A quick quiz question for you – how are this year’s winners of the world’s oldest football competition linked to Expo 2025, currently running in Osaka-Kansai, Japan?

Answer – current FA Cup holders Crystal Palace FC take their name from the legendary iron and glass structure, which was originally built in Hyde Park, London to house the Great Exhibition of 1851, the first-ever world exposition. It was later moved south of the Thames before being destroyed by fire in 1936.

The World Expo in Japan is just the latest global event that, every five years, “brings together people and innovations from around the world in an effort to address issues facing humankind on a global scale”.

Here’s another question – when were safety, health and wellbeing themes first illuminated at a World Expo?

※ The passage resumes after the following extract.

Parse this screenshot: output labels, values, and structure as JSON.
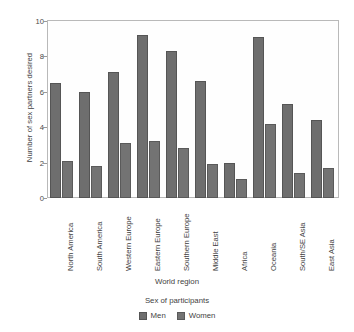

Answer - they never have been, but the overarching theme of this year’s Expo is “Designing future society for our lives” and, next month, OSH will take centre stage in Osaki-Kansai. IOSH is leading the group of partners staging a two-day World Assembly for OSH, HR and related communities. Its theme is “The role of occupational safety, health and wellbeing in designing future society for our lives.”

We will run a number of sessions as part of a four-day programme (16-19 July 2025) organised by the Global Initiative on Safety Health and Wellbeing (GISHW), at Expo 25 and beyond. This will feature a day packed with eight workshops on 16 July and IOSH will be leading on half of them. This starts with Workshop 1: The future of OSH within the sustainability agenda. Here’s what that opening workshop will be all about…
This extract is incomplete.